Friedrich Merz is anticipated to visit China soon, despite Germany needing to recover considerably less diplomatic ground there than Britain. (Olaf Scholz had made two trips, and bilateral trade is immense.) Mark Carney traveled last month, and Emmanuel Macron the month before. Was Starmer genuinely expected to abstain from going? Britain has legitimate security concerns, but what threats does it encounter that other North Atlantic democracies have deemed manageable? If the matter is ethical — pertaining to human rights and such — what did nearly a decade of alienation from China accomplish on that front? Will the absolute monarchies of the Gulf be shunned? With which democratic partners, if not those directly across the Channel, should the UK seek collective strength against autocratic regimes?

To these points, I would add: the alternative to the Starmer-Sunak perspective on China is not merely more aggressive than that of any of the UK’s true counterparts; it is more bellicose than the approach favored by Donald Trump’s America. The US remains the world’s indispensable force, possessing immense scale, advantages, and military might. The UK is . . . not.

Nonetheless, the detention of three men, all consultants to Labour in the early 2010s, on allegations of spying for China, will further destabilize this government. Given the deep personal and political connections among senior figures within the Labour Party, accusations of espionage against prominent party officials will profoundly unsettle, disorient, and anger many individuals, simultaneously causing considerable embarrassment and potential electoral harm.

The current geopolitical epoch dictates that British governments must accustom themselves to foreign policies that will incur public embarrassment. These include a US policy entailing a degree of degradation, whether through criticism from Donald Trump or compliance with policies that most British voters strongly disapprove of. Regarding China, this will involve narratives like the present one, stories that will, eventually, lead to at least one ministerial resignation.

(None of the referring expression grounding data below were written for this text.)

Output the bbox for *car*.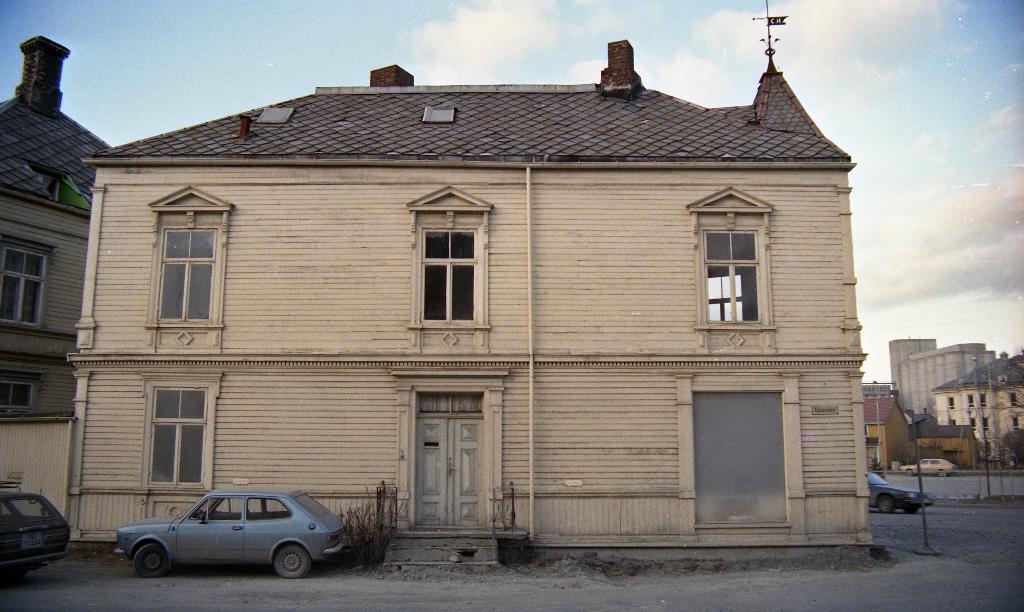
<bbox>863, 469, 932, 516</bbox>.
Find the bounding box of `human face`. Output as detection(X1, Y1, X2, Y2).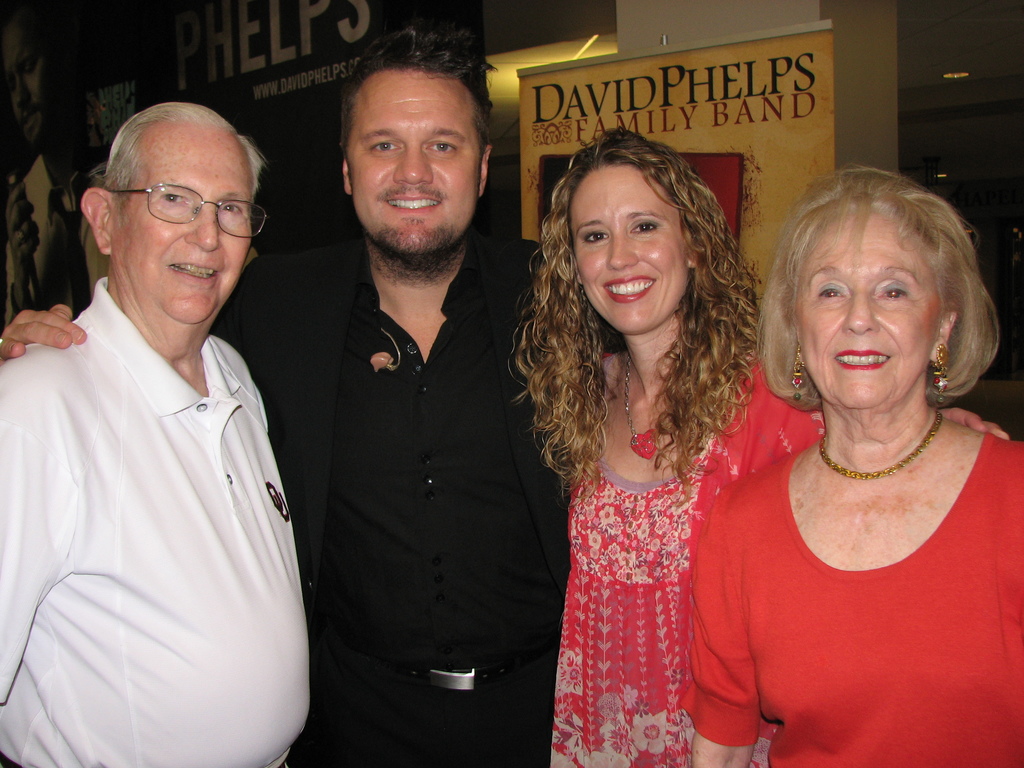
detection(347, 68, 477, 256).
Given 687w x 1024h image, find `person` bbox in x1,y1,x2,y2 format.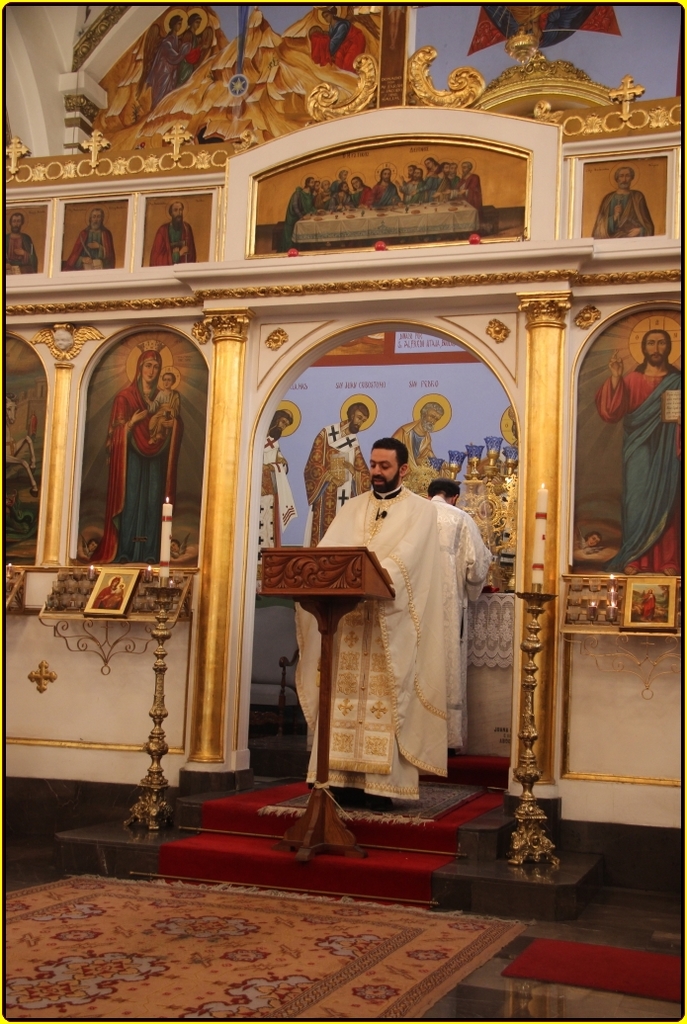
590,327,686,583.
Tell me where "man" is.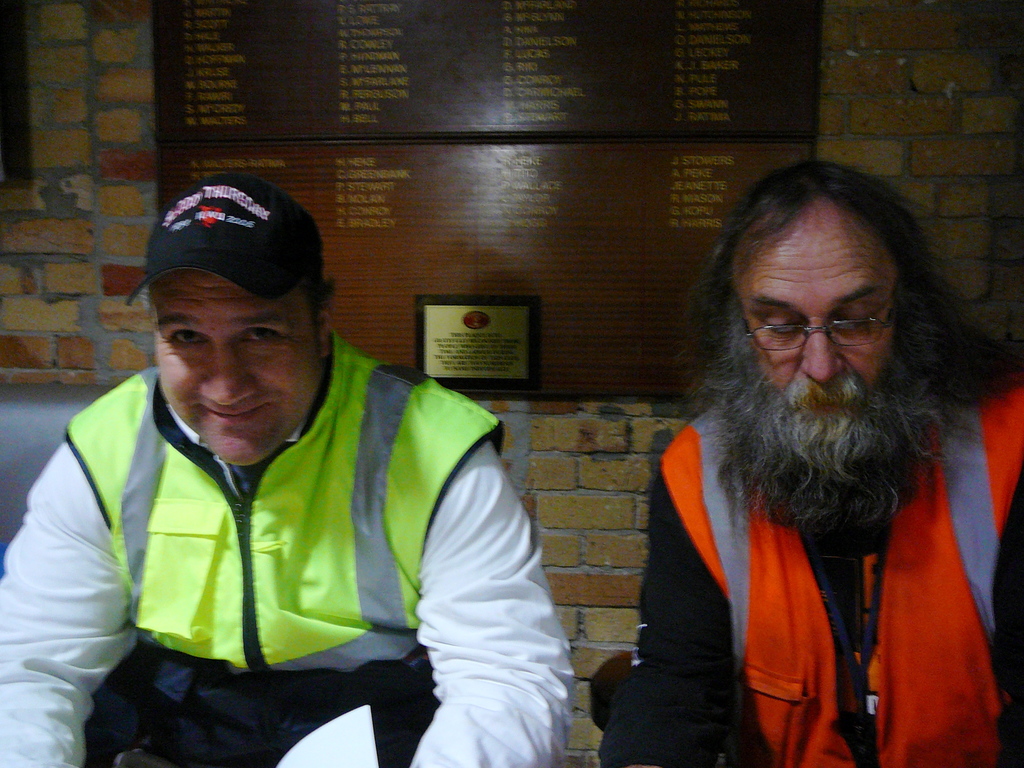
"man" is at 6:163:575:767.
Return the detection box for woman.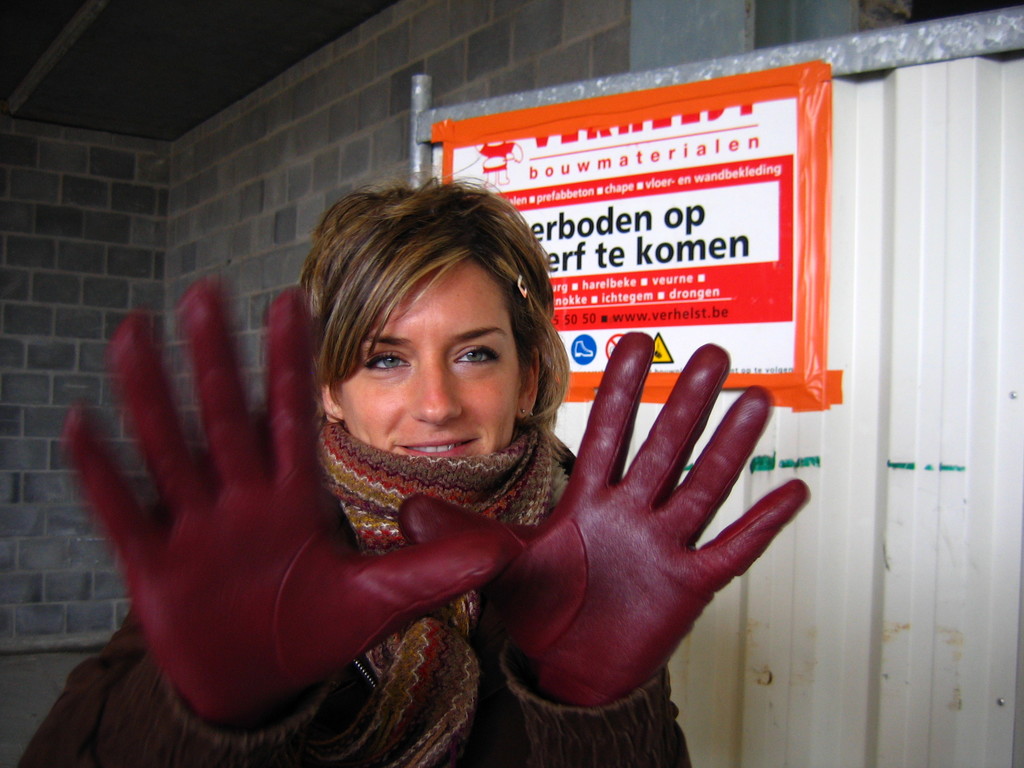
bbox=(124, 154, 716, 767).
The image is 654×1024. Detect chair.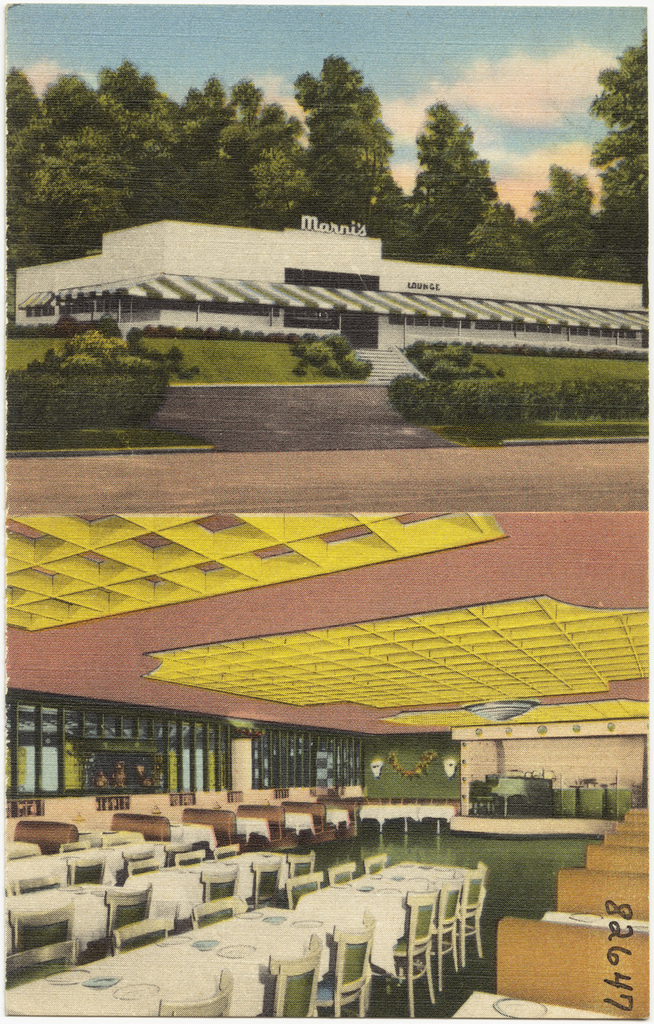
Detection: box(111, 911, 175, 953).
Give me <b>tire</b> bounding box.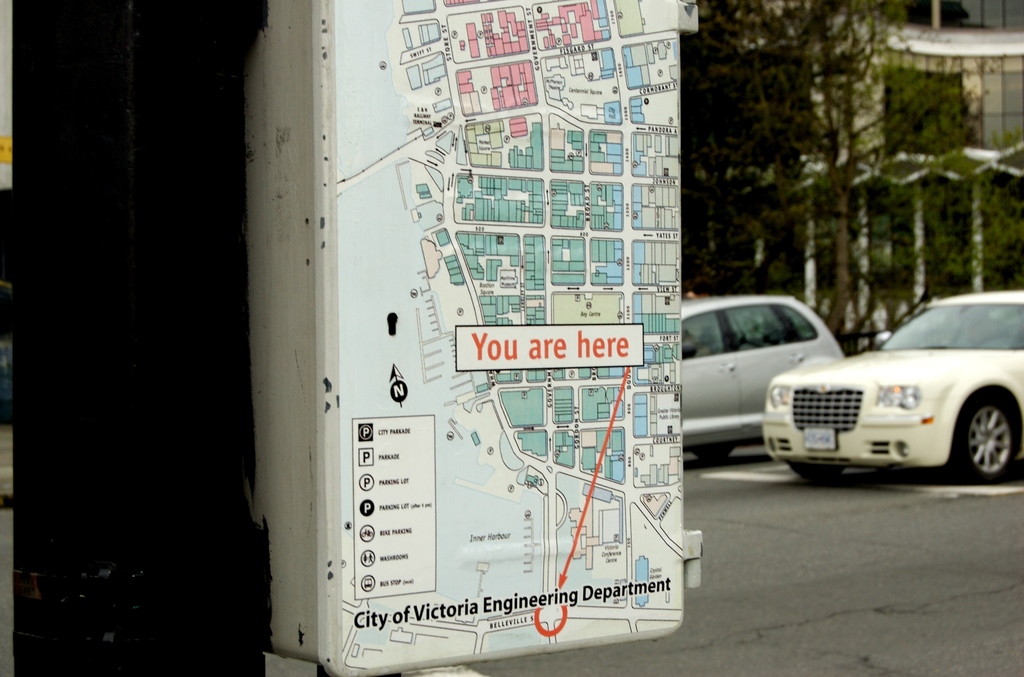
793, 462, 845, 482.
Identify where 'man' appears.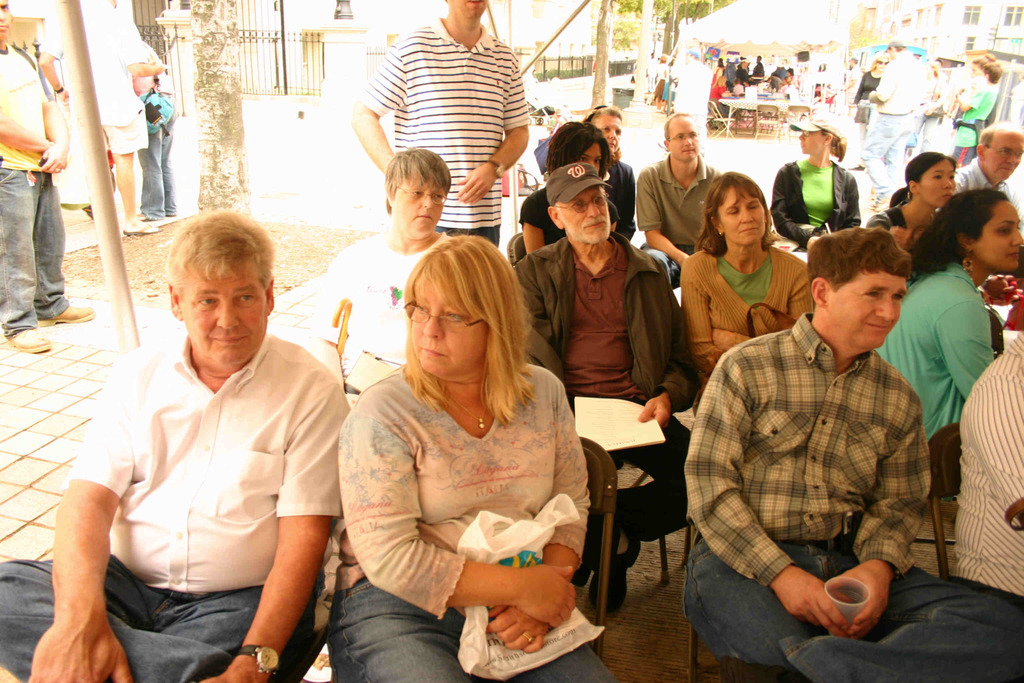
Appears at Rect(0, 210, 347, 682).
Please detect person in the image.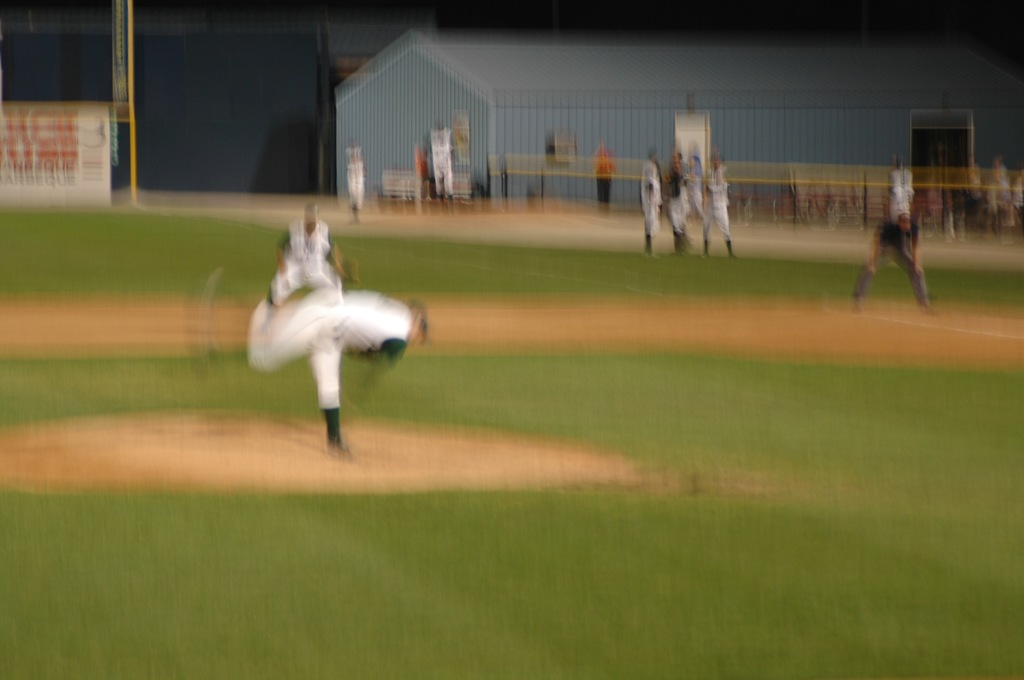
box=[637, 148, 661, 258].
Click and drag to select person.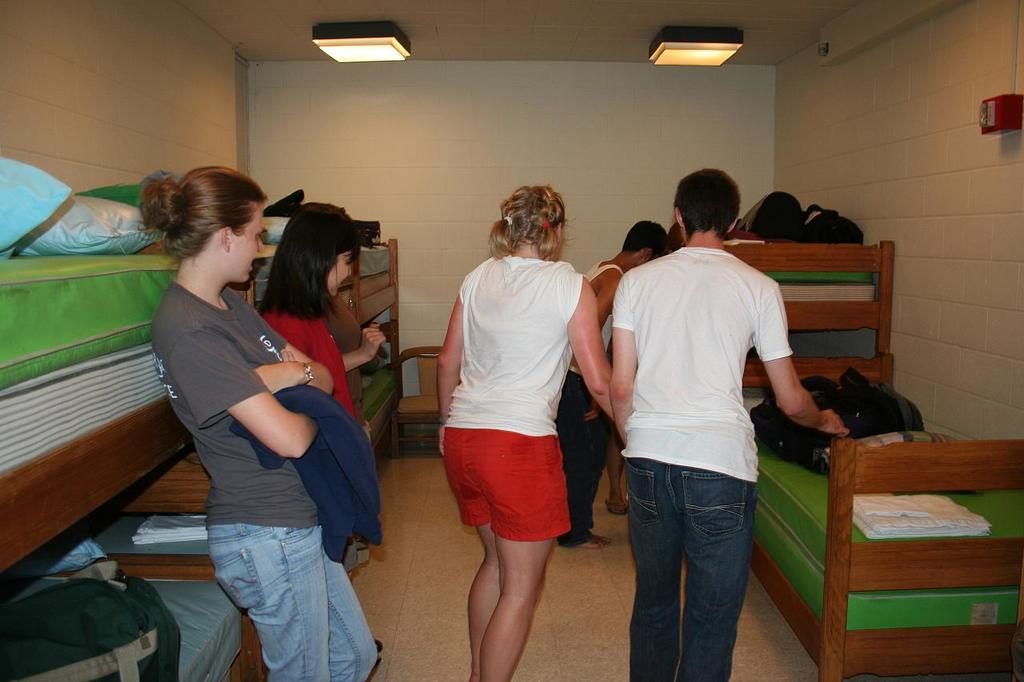
Selection: crop(609, 162, 854, 681).
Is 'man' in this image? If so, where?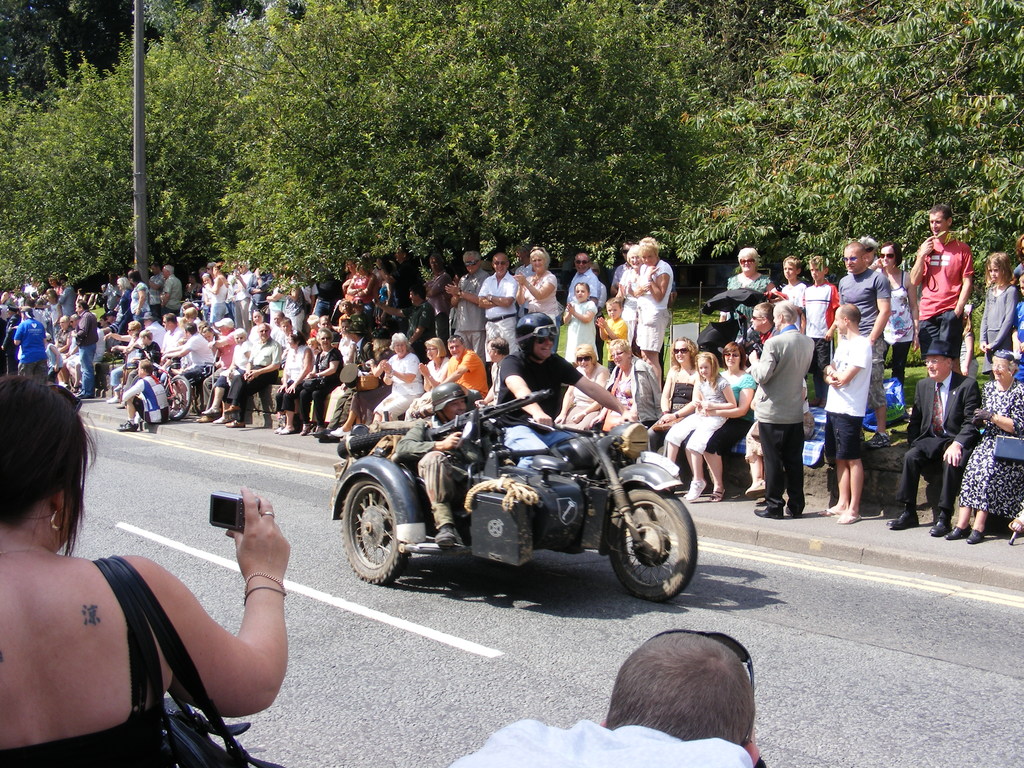
Yes, at (x1=308, y1=272, x2=340, y2=321).
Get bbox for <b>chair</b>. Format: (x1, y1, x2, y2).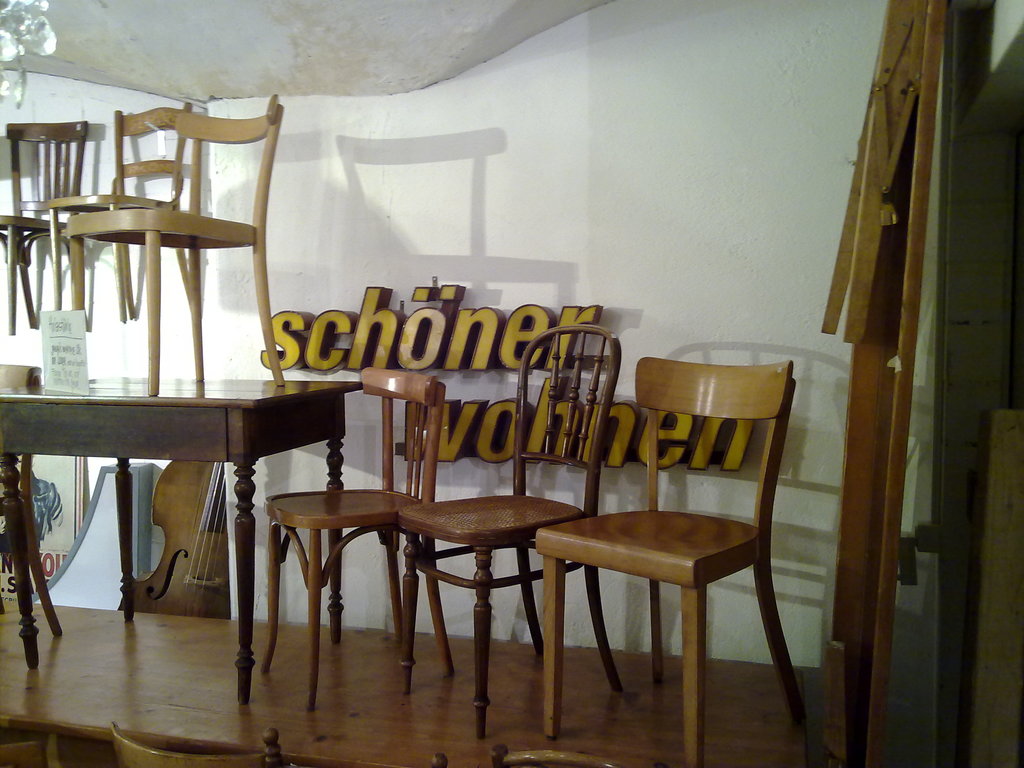
(109, 724, 280, 767).
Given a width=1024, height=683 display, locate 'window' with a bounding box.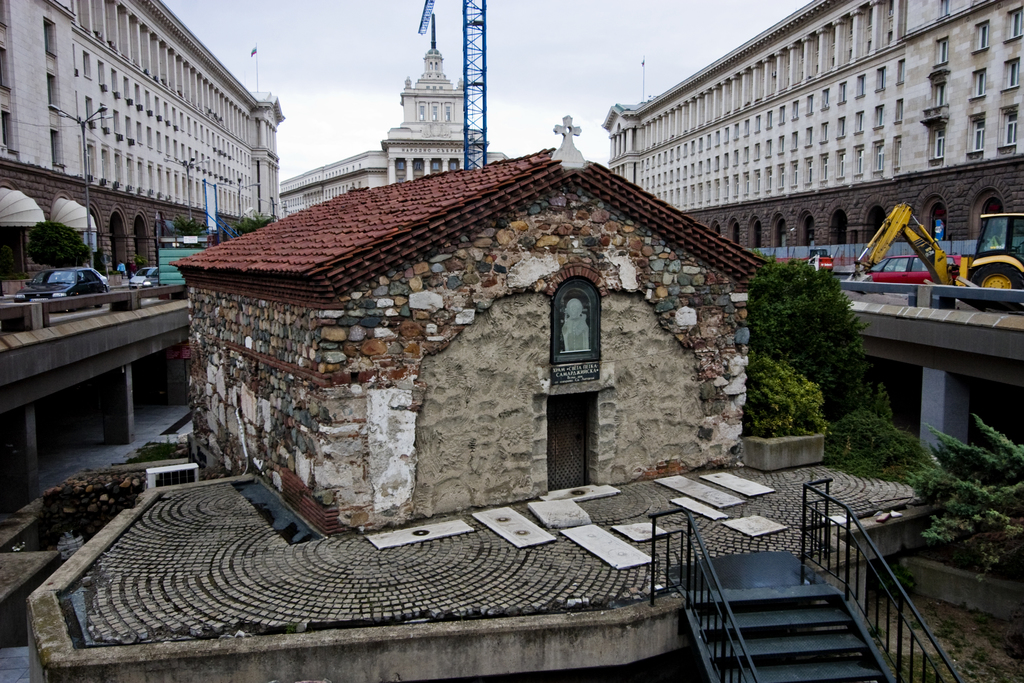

Foreign policy has rarely been a domain that garners votes in democracies, but it may increasingly become one where votes and political careers are jeopardized.

Now consider this

I viewed My Father’s Shadow, an outstanding cinematic work set during Nigeria’s 1993 election. It represents an astonishingly confident directorial debut by Akinola Davies Jr, and I eagerly anticipate his future endeavors. Jonathan Romney’s analysis is available here.

Leading dispatches today

  • Reliable broadcast | The BBC intends to press ministers to commit to extensive reforms, including the discontinuation of political appointments to its board, as part of its strategy to secure greater institutional autonomy in discussions regarding its next royal charter.

  • ‘Embodiment’ of Labour principles | Shabana Mahmood plans to restrict asylum seekers’ entitlements to housing and assistance as she reiterates stricter immigration measures, despite pressure from backbench Labour MPs.

  • A million gratitude | Nigel Farage’s Reform UK received a second substantial contribution from entrepreneur Christopher Harborne, propelling the party’s fundraising significantly beyond Labour and the Conservatives last year.

  • Espionage claims | Two men, one a former Border Force official, “took matters into their own hands” by conducting covert policing operations in the UK on behalf of Hong Kong authorities, a jury heard.